Recent welfare reforms, based on austerity narratives and a gender-neutral rationale, have failed to recognise the ways in which women and men experience the different demands and rewards of paid employment and unpaid care.
This book draws on a wealth of qualitative longitudinal evidence to cast light on women’s lived experiences of welfare and work. Giving voice to social security recipients, this book uncovers the hidden gendered bias of conditional welfare reforms to challenge dominant political discourses, policy design and practice norms.
It combines and develops three interdisciplinary perspectives – feminist analysis, lived experience and street-level bureaucracy – to offer a new understanding of British welfare reform policies and practice.
Chapter 8 draws together the evidence and discussions presented in the preceding chapters. It is concluded that the imposition of behavioural conditionality as the preferred solution to complex social issues deflects our gaze away from the ideological and structural factors that are fundamental to understanding and responding to the poverty and other inequalities that continue to blight societies. Welfare conditionality is punitive, undermines the promise of social citizenship, sets vulnerable people up to fail and serves individuals with multiple and complex needs particularly badly. Furthermore, it is counterproductive, ineffective and unethical. It is therefore time to end the misguided obsession with behaviour change and focus on promoting meaningful employment support, genuine social security and greater equality.
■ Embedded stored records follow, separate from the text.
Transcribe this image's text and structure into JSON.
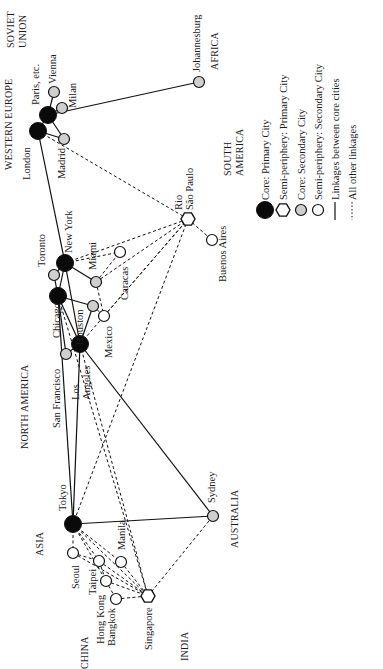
{
  "regions": [
    {
      "id": "soviet-union-1",
      "label": "SOVIET",
      "x": 14,
      "y": 48
    },
    {
      "id": "soviet-union-2",
      "label": "UNION",
      "x": 26,
      "y": 48
    },
    {
      "id": "western-europe",
      "label": "WESTERN EUROPE",
      "x": 12,
      "y": 170
    },
    {
      "id": "africa",
      "label": "AFRICA",
      "x": 218,
      "y": 70
    },
    {
      "id": "south-america-1",
      "label": "SOUTH",
      "x": 231,
      "y": 176
    },
    {
      "id": "south-america-2",
      "label": "AMERICA",
      "x": 243,
      "y": 176
    },
    {
      "id": "north-america",
      "label": "NORTH AMERICA",
      "x": 28,
      "y": 449
    },
    {
      "id": "asia",
      "label": "ASIA",
      "x": 43,
      "y": 556
    },
    {
      "id": "australia",
      "label": "AUSTRALIA",
      "x": 238,
      "y": 548
    },
    {
      "id": "china",
      "label": "CHINA",
      "x": 88,
      "y": 669
    },
    {
      "id": "india",
      "label": "INDIA",
      "x": 188,
      "y": 661
    }
  ],
  "cities": [
    {
      "id": "london",
      "name": "London",
      "type": "core-primary",
      "x": 38,
      "y": 131,
      "lx": 30,
      "ly": 180
    },
    {
      "id": "paris",
      "name": "Paris, etc.",
      "type": "core-primary",
      "x": 48,
      "y": 115,
      "lx": 39,
      "ly": 105
    },
    {
      "id": "vienna",
      "name": "Vienna",
      "type": "semi-secondary-grey",
      "x": 54,
      "y": 92,
      "lx": 56,
      "ly": 84
    },
    {
      "id": "milan",
      "name": "Milan",
      "type": "core-secondary",
      "x": 62,
      "y": 108,
      "lx": 76,
      "ly": 108
    },
    {
      "id": "madrid",
      "name": "Madrid",
      "type": "core-secondary",
      "x": 64,
      "y": 139,
      "lx": 65,
      "ly": 179
    },
    {
      "id": "johannesburg",
      "name": "Johannesburg",
      "type": "core-secondary",
      "x": 199,
      "y": 82,
      "lx": 200,
      "ly": 72
    },
    {
      "id": "rio-sao-paulo",
      "name": "Rio",
      "name2": "São Paulo",
      "type": "semi-primary",
      "x": 188,
      "y": 219,
      "lx": 182,
      "ly": 210
    },
    {
      "id": "buenos-aires",
      "name": "Buenos Aires",
      "type": "semi-secondary",
      "x": 212,
      "y": 240,
      "lx": 226,
      "ly": 282
    },
    {
      "id": "new-york",
      "name": "New York",
      "type": "core-primary",
      "x": 65,
      "y": 263,
      "lx": 72,
      "ly": 253
    },
    {
      "id": "toronto",
      "name": "Toronto",
      "type": "core-secondary",
      "x": 54,
      "y": 275,
      "lx": 45,
      "ly": 267
    },
    {
      "id": "chicago",
      "name": "Chicago",
      "type": "core-primary",
      "x": 58,
      "y": 296,
      "lx": 60,
      "ly": 338
    },
    {
      "id": "miami",
      "name": "Miami",
      "type": "core-secondary",
      "x": 96,
      "y": 282,
      "lx": 96,
      "ly": 270
    },
    {
      "id": "caracas",
      "name": "Caracas",
      "type": "semi-secondary",
      "x": 120,
      "y": 252,
      "lx": 128,
      "ly": 300
    },
    {
      "id": "houston",
      "name": "Houston",
      "type": "core-secondary",
      "x": 93,
      "y": 306,
      "lx": 83,
      "ly": 345
    },
    {
      "id": "mexico",
      "name": "Mexico",
      "type": "semi-secondary",
      "x": 104,
      "y": 316,
      "lx": 112,
      "ly": 358
    },
    {
      "id": "los-angeles",
      "name": "Los",
      "name2": "Angeles",
      "type": "core-primary",
      "x": 80,
      "y": 344,
      "lx": 79,
      "ly": 400
    },
    {
      "id": "san-francisco",
      "name": "San Francisco",
      "type": "core-secondary",
      "x": 66,
      "y": 354,
      "lx": 60,
      "ly": 428
    },
    {
      "id": "tokyo",
      "name": "Tokyo",
      "type": "core-primary",
      "x": 73,
      "y": 524,
      "lx": 66,
      "ly": 511
    },
    {
      "id": "sydney",
      "name": "Sydney",
      "type": "core-secondary",
      "x": 213,
      "y": 516,
      "lx": 215,
      "ly": 503
    },
    {
      "id": "seoul",
      "name": "Seoul",
      "type": "semi-secondary",
      "x": 73,
      "y": 553,
      "lx": 79,
      "ly": 589
    },
    {
      "id": "taipei",
      "name": "Taipei",
      "type": "semi-secondary",
      "x": 99,
      "y": 561,
      "lx": 96,
      "ly": 595
    },
    {
      "id": "manila",
      "name": "Manila",
      "type": "semi-secondary",
      "x": 121,
      "y": 562,
      "lx": 125,
      "ly": 550
    },
    {
      "id": "hong-kong",
      "name": "Hong Kong",
      "type": "semi-secondary",
      "x": 106,
      "y": 581,
      "lx": 104,
      "ly": 644
    },
    {
      "id": "bangkok",
      "name": "Bangkok",
      "type": "semi-secondary",
      "x": 116,
      "y": 599,
      "lx": 115,
      "ly": 646
    },
    {
      "id": "singapore",
      "name": "Singapore",
      "type": "semi-primary",
      "x": 148,
      "y": 596,
      "lx": 152,
      "ly": 650
    }
  ],
  "core_links": [
    [
      "london",
      "paris"
    ],
    [
      "london",
      "new-york"
    ],
    [
      "paris",
      "johannesburg"
    ],
    [
      "new-york",
      "chicago"
    ],
    [
      "new-york",
      "los-angeles"
    ],
    [
      "chicago",
      "los-angeles"
    ],
    [
      "chicago",
      "tokyo"
    ],
    [
      "los-angeles",
      "tokyo"
    ],
    [
      "los-angeles",
      "sydney"
    ],
    [
      "tokyo",
      "sydney"
    ],
    [
      "paris",
      "vienna"
    ],
    [
      "paris",
      "milan"
    ],
    [
      "london",
      "madrid"
    ],
    [
      "paris",
      "madrid"
    ],
    [
      "new-york",
      "toronto"
    ],
    [
      "new-york",
      "miami"
    ],
    [
      "chicago",
      "toronto"
    ],
    [
      "chicago",
      "houston"
    ],
    [
      "los-angeles",
      "houston"
    ],
    [
      "los-angeles",
      "san-francisco"
    ],
    [
      "chicago",
      "san-francisco"
    ]
  ],
  "other_links": [
    [
      "london",
      "rio-sao-paulo"
    ],
    [
      "new-york",
      "rio-sao-paulo"
    ],
    [
      "miami",
      "rio-sao-paulo"
    ],
    [
      "miami",
      "caracas"
    ],
    [
      "new-york",
      "caracas"
    ],
    [
      "miami",
      "mexico"
    ],
    [
      "houston",
      "mexico"
    ],
    [
      "los-angeles",
      "mexico"
    ],
    [
      "mexico",
      "rio-sao-paulo"
    ],
    [
      "rio-sao-paulo",
      "buenos-aires"
    ],
    [
      "rio-sao-paulo",
      "tokyo"
    ],
    [
      "los-angeles",
      "singapore"
    ],
    [
      "mexico",
      "rio-sao-paulo"
    ],
    [
      "tokyo",
      "seoul"
    ],
    [
      "tokyo",
      "singapore"
    ],
    [
      "tokyo",
      "manila"
    ],
    [
      "tokyo",
      "taipei"
    ],
    [
      "tokyo",
      "hong-kong"
    ],
    [
      "seoul",
      "taipei"
    ],
    [
      "seoul",
      "singapore"
    ],
    [
      "taipei",
      "singapore"
    ],
    [
      "hong-kong",
      "singapore"
    ],
    [
      "bangkok",
      "singapore"
    ],
    [
      "manila",
      "singapore"
    ],
    [
      "taipei",
      "hong-kong"
    ],
    [
      "hong-kong",
      "bangkok"
    ],
    [
      "singapore",
      "sydney"
    ],
    [
      "chicago",
      "singapore"
    ]
  ],
  "legend": {
    "items": [
      {
        "symbol": "core-primary",
        "label": "Core: Primary City",
        "x": 265
      },
      {
        "symbol": "semi-primary",
        "label": "Semi-periphery: Primary City",
        "x": 283
      },
      {
        "symbol": "core-secondary",
        "label": "Core: Secondary City",
        "x": 301
      },
      {
        "symbol": "semi-secondary",
        "label": "Semi-periphery: Secondary City",
        "x": 318
      },
      {
        "symbol": "solid-line",
        "label": "Linkages between core cities",
        "x": 335
      },
      {
        "symbol": "dashed-line",
        "label": "All other linkages",
        "x": 352
      }
    ],
    "symbol_y": 210,
    "label_y": 200
  },
  "colors": {
    "ink": "#111111",
    "core_fill": "#0a0a0a",
    "secondary_fill": "#cfcfcf",
    "open_fill": "#ffffff",
    "background": "#ffffff"
  }
}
This chapter outlines and discusses the increasing prominence of welfare conditionality within the UK welfare state. Concentrating mainly on key policies initiated since the mid-1990s, discussions in this chapter outline developments in relation to the implementation of welfare conditionality in three substantive areas of the UK welfare state, namely: social security; social housing; and the management of ‘antisocial behaviour’ among groups of citizens variously labelled as problematic or vulnerable. The chapter locates the intensification and extension of behavioural conditionality within the wider context of policies that have delivered austerity, welfare state retrenchment and devolution since 2010.